Battleground Iraq

December 6, 2007

Letter From Iraq: Complacency Kills

 “Complacency Kills” is the GI mantra in Iraq. It’s posted in every office, every briefing room, every mess hall. There’s simply no escaping it. It soon becomes part of your consciousness, whether you’re safe behind the razor-wire and berms of an encampment or out in harm’s way.

  Admittedly, “Complacency Kills” is an odd admonition for a war zone. But this is Iraq at the butt end of 2007, an Iraq where kinetic combat is – at least for the time being – waning and the daily focus is increasingly on the more pacific nuts and bolts of counter-insurgency and transitioning. Daily U.S. military patrols in western Anbar province are, in the main, “presence” and meet-and-greet operations that show that we’re still very much around, and to help people gain a sense of added security. They’re coordinated with Iraqi Police, or IPs, who are sometimes integrated in the patrols, with them in the lead, so ordinary Iraqis see their forces at work.

 Others patrols by Marines and soldiers, weapons at the ready, include tasks that reinforce the benefits of non-violence and cooperation, such as taking away non-essential road barriers along thoroughfares large and small. At night, census activities are conducted by troops and IPs who knock on doors, identify and take information on residents, listen to their problems and, of course collect information on suspicious activities or persons. When warranted late night/early morning detention raids are sprung to roll up terrorists and their suspected collaborators.

 Combat engineers, meanwhile, continue to go out looking for possible IEDs (improvised explosive devices), civil affairs units meet with city councils on infrastructure and governance projects and local officials are mentored.

  All this isn’t to say that Iraq isn’t a very dangerous place. It is, but less so than before, which means an adjustment in thinking. A sign on the wall in one command post pretty much sums up the twilight zone our troops now operate in many areas: Be nice to every Iraqi you meet, but be ready to kill him if necessary. In essence, it’s a best friend, worst enemy kind of being.

    Full body armor and lock and load (the weapon) when you go out the wire from a FOB (forward operating base) and it’s smaller, satellite encampments is the order of the day and will remain so, no matter how quiet the town or area the GI is in. Complacency kills, and the troops know it although many speak of the “night and day” change in western Anbar.

  The upside to this new phase of the war in Iraq, of course, is the relative calm. Helping bring it about is the much-argued tactic of engaging and reaching working accommodations with tribal sheikhs, much as the British did during their protectorate period and much like the Turks did during the Ottoman Empire. You can argue the pros and cons of it all you like but the fact is, it’s so far helping defeat or push al-Qaida out of many areas of the province, co-opting nationalist insurgents and establishing security conditions so Iraqis, long cowed into a fence-sitting, head-down posture to avoid punishment to them and their families, can step forward to rebuild their country.

 China’s Chairman Mao Zedong once wrote that revolutionaries must be like fish in the sea.  So, too, terrorists, and they are seeing their sea of support dry up.

  This is the Iraq Sen. Reid, Speaker Pelosi, Rep. Murtha and other sky-is-falling defeatists should see for themselves and acknowledge. This is the Iraq TV talking heads should see and acknowledge. This is the Iraq America should see – an Iraq of increasing calm and promise, brought about by U.S. and coalition forces. Yes, there are IEDS; yes, many can die in an explosion and do. But life, with an increasing semblance of normality, is being established. The Iraq to be may not measure up to the expectations of impatient Western democracies and their instant-gratification societies, but it will be much better than what would result from a too rapid departure. 

 The downside is the mental and emotional stress on our troops as they maneuver between the two postures of action, and their dismay that America doesn’t seem to know or appreciate what they are achieving. And then there is the uncertainty. As the saying goes: the best made plans … Are the insurgents and terrorists biding their time for a Tet-like offensive that thoroughly rattles even the strongest supporters of the war and pushes the United States into withdrawal? Will the alliances with the tribal sheikhs hold? Can cooperating sheikhs overcome decades-long rivalries with each other to work together? Can sheikhs keep clans and sub-clans in line? And the big one: How will go the more volatile Shiite Muslim areas of the country go?

 No predictions. But to assume a rapid, premature withdrawal from Iraq wouldn’t have dangerous consequences for the United States would be naïve given Iran’s quest for regional dominance. To assume withdrawal from Iraq with our tail tucked between our legs would make us safer from terrorists (keeping in mind Iran’s state support for it), is complacent thinking. Assumption and complacency are the mothers of disasters. And as the troops in Iraq know, assumption and its sense of complacency, kills.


_What the task asks_
Your task is to output, without alteration, each line from the one containing "What do you see at coordinates (271, 354)" through the final line of the records below.

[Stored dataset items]
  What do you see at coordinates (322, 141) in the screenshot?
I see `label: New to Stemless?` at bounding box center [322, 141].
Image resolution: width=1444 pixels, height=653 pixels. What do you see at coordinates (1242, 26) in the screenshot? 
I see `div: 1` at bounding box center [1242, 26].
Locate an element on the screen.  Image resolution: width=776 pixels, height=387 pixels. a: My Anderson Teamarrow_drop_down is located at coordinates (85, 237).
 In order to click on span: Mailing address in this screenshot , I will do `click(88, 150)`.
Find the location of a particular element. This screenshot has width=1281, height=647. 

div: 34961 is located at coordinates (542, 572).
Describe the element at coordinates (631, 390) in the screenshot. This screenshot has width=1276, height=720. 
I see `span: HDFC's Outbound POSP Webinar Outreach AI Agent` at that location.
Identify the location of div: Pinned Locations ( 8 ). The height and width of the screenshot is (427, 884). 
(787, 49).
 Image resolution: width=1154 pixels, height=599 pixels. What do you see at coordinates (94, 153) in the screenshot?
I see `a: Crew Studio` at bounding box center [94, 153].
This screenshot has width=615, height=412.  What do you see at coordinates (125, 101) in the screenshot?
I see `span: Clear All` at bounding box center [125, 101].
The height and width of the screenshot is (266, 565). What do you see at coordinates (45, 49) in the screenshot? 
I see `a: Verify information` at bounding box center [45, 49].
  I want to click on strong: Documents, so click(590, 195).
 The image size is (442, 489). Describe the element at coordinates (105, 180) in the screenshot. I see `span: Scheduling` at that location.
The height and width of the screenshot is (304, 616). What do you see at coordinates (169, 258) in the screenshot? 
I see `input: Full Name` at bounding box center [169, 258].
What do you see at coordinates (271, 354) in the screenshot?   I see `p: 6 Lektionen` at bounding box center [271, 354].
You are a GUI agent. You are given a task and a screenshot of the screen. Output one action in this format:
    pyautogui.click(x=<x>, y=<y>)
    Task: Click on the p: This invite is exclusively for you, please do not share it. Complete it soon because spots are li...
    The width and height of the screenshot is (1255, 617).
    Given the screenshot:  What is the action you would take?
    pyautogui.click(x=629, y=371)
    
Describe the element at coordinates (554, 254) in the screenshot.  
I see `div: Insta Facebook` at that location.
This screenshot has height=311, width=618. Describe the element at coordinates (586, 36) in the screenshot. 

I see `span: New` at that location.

_Written response_
What do you see at coordinates (271, 354) in the screenshot?   I see `p: 6 Lektionen` at bounding box center [271, 354].
You are a GUI agent. You are given a task and a screenshot of the screen. Output one action in this format:
    pyautogui.click(x=<x>, y=<y>)
    Task: Click on the p: This invite is exclusively for you, please do not share it. Complete it soon because spots are li...
    The width and height of the screenshot is (1255, 617).
    Given the screenshot:  What is the action you would take?
    pyautogui.click(x=629, y=371)
    
Describe the element at coordinates (554, 254) in the screenshot.  
I see `div: Insta Facebook` at that location.
This screenshot has height=311, width=618. Describe the element at coordinates (586, 36) in the screenshot. 

I see `span: New` at that location.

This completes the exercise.